150 years ago today: Jubal Early enters Pennsylvania – his destination will be York County
Long lines of soldiers wearing gray and butternut stretch out for miles along what is today Maryland Route 64, the Smithsburg Pike. They are headed apparently for Waynesboro, a small village only a few miles into southern Pennsylvania. Civilian scouts are monitoring the Confederate column’s approach, and a rider quickly heads into town with the alarming cry, “The Rebels are coming! The Rebels are coming!
About noon, Waynesboro residents spot the first Rebels off in the distance. Soon, the soldiers fill the town, camping in nearby fields and meadows. They are more than 4,000 strong – veterans from Virginia, Louisiana, and North Carolina. General Early quickly puts the town under martial law; some of his men find whiskey and begin to celebrate their first afternoon and evening “back in the Union.”
An invasion was not what most residents had in mind with the desire to see the Confederacy come back into the Union.
And, some 55 miles away via what is now US Route 30, residents of York County could not imagine that within a week, they would meet the famed Jubal Early face to face.
In downtown York, an anonymous writer (thought to be Union Maj. Gen. William B. Franklin, at home in York awaiting a new military assignment) appealed to the citizens to rise up and defend their homes and the Commonwealth.
From his headquarters in the Eagle Hotel in Gettysburg, Union Maj. Granville O. Haller telegraphed York’s Committee of Safety, authorizing the remnants of the 87th Pennsylvania to obstruct the roads in northwestern York County leading to Carlisle.The 87th had been part of the debacle at Carter’s Woods near Winchester, Va. back on June 15, an embarrassing defeat for Milroy’s division of the Eighth Corps. Most of their men were still at Bloody Run, Pa., but one party had made it all the way home to York.
Now, Major Haller, the Union officer charged with the defense of Adams and York counties, urged them to chop down trees and block the roads (in particular what is today’s Old York Road leading through Dillsburg to Carlisle). However, this plan was denied because Eighth Corps commander Maj. Gen. Robert Schenk had previously ordered Milroy’s scattered men to regroup in Baltimore, Maryland.The men of the 87th stayed put, for now at least, in downtown York, or went home to visit their families. The roads remained open to Confederate passage.
Handbills distributed throughout the county proclaimed an order from General Couch “directing that all horses, except those for cavalry or scouting purposes, and all cattle, be sent north or east of Harrisburg.” However, many citizens ignored the directive, supposing that the Rebels were still far off. Some believed that the rumors of an invasion were a useless fright stirred up by overly nervous railroad executives concerned about a Rebel raid on the Cumberland Valley RR and/or the Northern Central Railway.
By and large, most residents went about their daily lives, assuming (or hoping) the invasion would not reach as far as York County.
Would it?
No one quite knew what the Rebels intended to do in Pennsylvania.
Rumors abounded.
Some claimed the Rebels had horns like the devil himself. Others thought that the soldiers would massacre the women and children, and set fire to the towns. Some accounts suggested the Rebels were giants.
Few York Countians had ever seen an enemy soldier in the flesh. Few wished to do so.
Upcoming Civil War events this week:
— June 25, Hanover (7:00 p.m., Guthrie Memorial Library, presentation on “First to Fall in York County: E. V. White’s Raid on Hanover” and book signing)
— June 26, York (7:00 p.m., York Civil War Round Table talk on the Civil War in York County and book signing with Jim McClure, York County Heritage Trust, 250 E. Market St.)
— June 27, York (12:00 p.m. at Central Market; Confederate “flash mob” invades York)
— June 27, Hanover (5:30 p.m. book signing at Guthrie Memorial Library, 6:00 p.m., Civil War Round Table Panel Discussion)
— June 27, York; famed author Jeff Shaara speaks at the County Club of York. Tickets are sold out.
— June 28, Burning of the Bridge in Wrightsville (7:00 p.m. music, vendors, and a book signing on the grounds of the John Wright Restaurant, 234 N. Front St.;)
— June 29, Dover — Reenactors and events all day at park; talk on Jeb Stuart’s Ride at 3 p.m.)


What is expected: Copy each line in the data below that contains the word "plot".
START Supplied data
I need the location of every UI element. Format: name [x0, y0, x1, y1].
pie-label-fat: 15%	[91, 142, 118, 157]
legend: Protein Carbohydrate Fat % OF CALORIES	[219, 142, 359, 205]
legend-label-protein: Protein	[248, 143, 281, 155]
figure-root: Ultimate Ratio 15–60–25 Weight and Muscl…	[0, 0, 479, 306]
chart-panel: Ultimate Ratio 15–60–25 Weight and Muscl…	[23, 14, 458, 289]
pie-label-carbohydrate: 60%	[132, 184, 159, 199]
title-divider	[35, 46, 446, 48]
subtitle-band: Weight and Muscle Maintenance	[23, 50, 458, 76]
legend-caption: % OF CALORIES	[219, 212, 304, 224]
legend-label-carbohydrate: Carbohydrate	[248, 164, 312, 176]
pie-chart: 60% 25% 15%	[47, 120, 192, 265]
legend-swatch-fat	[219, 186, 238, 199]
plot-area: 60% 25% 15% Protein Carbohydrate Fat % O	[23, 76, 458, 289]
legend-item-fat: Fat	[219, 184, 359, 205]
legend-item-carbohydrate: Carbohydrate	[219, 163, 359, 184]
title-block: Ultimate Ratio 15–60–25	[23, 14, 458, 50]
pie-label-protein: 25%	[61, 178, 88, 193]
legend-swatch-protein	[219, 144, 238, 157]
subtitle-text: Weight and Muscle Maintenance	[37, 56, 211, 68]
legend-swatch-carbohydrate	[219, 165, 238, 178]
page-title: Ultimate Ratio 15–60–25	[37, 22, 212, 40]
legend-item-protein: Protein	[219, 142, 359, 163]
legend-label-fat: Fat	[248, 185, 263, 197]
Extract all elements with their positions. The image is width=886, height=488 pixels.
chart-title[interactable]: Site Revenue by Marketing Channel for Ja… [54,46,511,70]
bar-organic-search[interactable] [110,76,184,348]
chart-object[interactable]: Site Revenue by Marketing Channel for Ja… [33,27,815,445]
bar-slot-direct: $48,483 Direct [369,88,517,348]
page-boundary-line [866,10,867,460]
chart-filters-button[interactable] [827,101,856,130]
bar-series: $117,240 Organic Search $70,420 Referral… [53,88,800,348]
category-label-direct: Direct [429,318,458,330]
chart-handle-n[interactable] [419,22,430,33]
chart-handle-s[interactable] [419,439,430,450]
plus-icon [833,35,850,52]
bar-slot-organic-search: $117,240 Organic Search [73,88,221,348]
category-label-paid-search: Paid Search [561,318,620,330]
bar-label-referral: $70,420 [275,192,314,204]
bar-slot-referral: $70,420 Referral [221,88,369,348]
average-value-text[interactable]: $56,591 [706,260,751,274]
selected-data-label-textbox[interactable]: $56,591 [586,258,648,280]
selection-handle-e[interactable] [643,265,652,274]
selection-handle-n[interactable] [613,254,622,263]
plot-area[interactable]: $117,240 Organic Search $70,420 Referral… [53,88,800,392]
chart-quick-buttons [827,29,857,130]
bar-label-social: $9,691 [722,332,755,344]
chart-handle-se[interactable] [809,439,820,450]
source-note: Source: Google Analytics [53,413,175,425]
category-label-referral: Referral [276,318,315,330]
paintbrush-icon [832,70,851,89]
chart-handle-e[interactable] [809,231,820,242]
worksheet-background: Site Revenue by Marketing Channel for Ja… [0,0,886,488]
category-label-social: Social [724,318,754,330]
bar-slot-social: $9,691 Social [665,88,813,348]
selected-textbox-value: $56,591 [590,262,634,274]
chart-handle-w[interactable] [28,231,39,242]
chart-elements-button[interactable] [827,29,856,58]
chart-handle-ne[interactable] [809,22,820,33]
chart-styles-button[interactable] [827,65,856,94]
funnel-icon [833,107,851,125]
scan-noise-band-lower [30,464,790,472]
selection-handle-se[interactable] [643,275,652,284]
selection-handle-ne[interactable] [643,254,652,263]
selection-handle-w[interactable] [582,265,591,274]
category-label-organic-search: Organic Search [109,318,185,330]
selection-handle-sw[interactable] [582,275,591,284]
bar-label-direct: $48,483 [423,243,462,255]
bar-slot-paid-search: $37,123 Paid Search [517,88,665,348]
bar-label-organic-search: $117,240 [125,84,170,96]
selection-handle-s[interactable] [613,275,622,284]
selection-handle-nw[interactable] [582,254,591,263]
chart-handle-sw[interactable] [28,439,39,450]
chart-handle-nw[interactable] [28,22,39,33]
END Supplied data
Answer box:
plot-area: 60% 25% 15% Protein Carbohydrate Fat % O	[23, 76, 458, 289]
plot-area[interactable]: $117,240 Organic Search $70,420 Referral… [53,88,800,392]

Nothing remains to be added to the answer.